Early voting results for The Woodlands Township are now in and the incorporation ballot propositions are both losing by a very wide margin.
Proposition A, which is the question of whether The Woodlands Township should become a city, is failing in early voting, with 69.87% voting against and only 30.13% in favor. In raw numbers, that would be 9,019 against and 3,890 for. Proposition B, which would have authorized the transition from township to city, is failing by a similar margin: 69.74% to 30.26%, or 8,983 to 3,897.
Although the results from election day have not yet been released, the wide margin in early voting for is essentially insurmountable and it would be almost impossible for incorporation to pass at this point.
The incorporation battle has pitted the pro-incorporation majority of The Woodlands Township board, led by Chairman Gordy Bunch, against County Commissioner Pct. 3 James Noack and developers like the Howard Hughes Corporation, who are against becoming a city. Montgomery County’s two tea party groups, the Texas Patriots PAC and the Montgomery County Tea Party PAC both supported incorporation, while much of the so-called “establishment” in The Woodlands opposed it.
Advocates of incorporation argued it would give The Woodlands greater autonomy and independence from the county, and and would have made the community eligible for more federal and state funding. Opponents argued that The Woodlands is fine as it is, and that incorporation would only create a new layer of government and increase bureaucracy and taxes.
Apparently the anti-incorporation message was more persuasive in the solidly Republican community, at least among early voters. The Texas Citizen Journal will continue to provide updates as more votes are counted.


Within the listing below, how many lines contain the word "Extract"? Answer with the number only.

INFORMATION SUPPLIED
=== Begin Enclosure ===

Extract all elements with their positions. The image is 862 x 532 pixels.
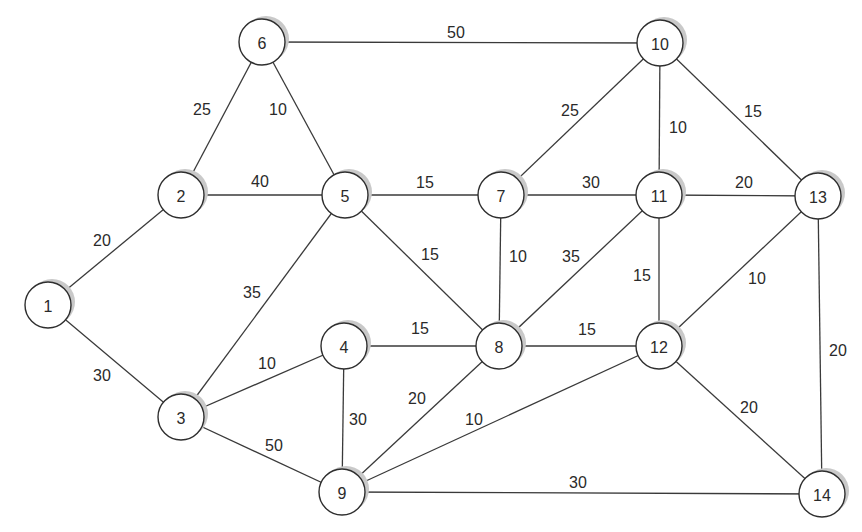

=== End Enclosure ===
=== Begin Enclosure ===

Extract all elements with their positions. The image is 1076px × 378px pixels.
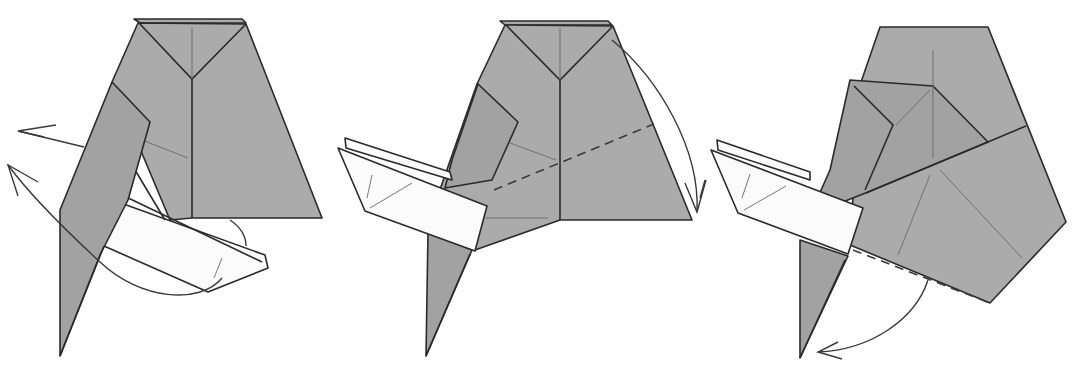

=== End Enclosure ===
=== Begin Enclosure ===

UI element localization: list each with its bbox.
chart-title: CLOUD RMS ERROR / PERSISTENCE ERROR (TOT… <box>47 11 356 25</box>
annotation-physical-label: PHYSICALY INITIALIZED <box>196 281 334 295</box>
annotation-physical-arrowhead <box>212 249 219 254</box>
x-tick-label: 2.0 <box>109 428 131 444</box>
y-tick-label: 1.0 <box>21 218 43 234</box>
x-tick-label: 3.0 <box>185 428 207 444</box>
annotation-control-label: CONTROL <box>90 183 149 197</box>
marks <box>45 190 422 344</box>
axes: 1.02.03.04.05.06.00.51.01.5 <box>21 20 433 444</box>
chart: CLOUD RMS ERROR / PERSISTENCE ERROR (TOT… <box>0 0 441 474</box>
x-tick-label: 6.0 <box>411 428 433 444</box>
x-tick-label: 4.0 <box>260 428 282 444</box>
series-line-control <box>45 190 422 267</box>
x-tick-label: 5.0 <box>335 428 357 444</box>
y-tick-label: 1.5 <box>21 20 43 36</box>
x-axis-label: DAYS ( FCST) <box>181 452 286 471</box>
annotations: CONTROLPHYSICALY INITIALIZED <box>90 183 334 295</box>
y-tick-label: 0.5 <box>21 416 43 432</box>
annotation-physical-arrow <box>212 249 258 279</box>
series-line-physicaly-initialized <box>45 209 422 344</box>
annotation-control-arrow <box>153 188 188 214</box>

=== End Enclosure ===

TASK OUTPUT
2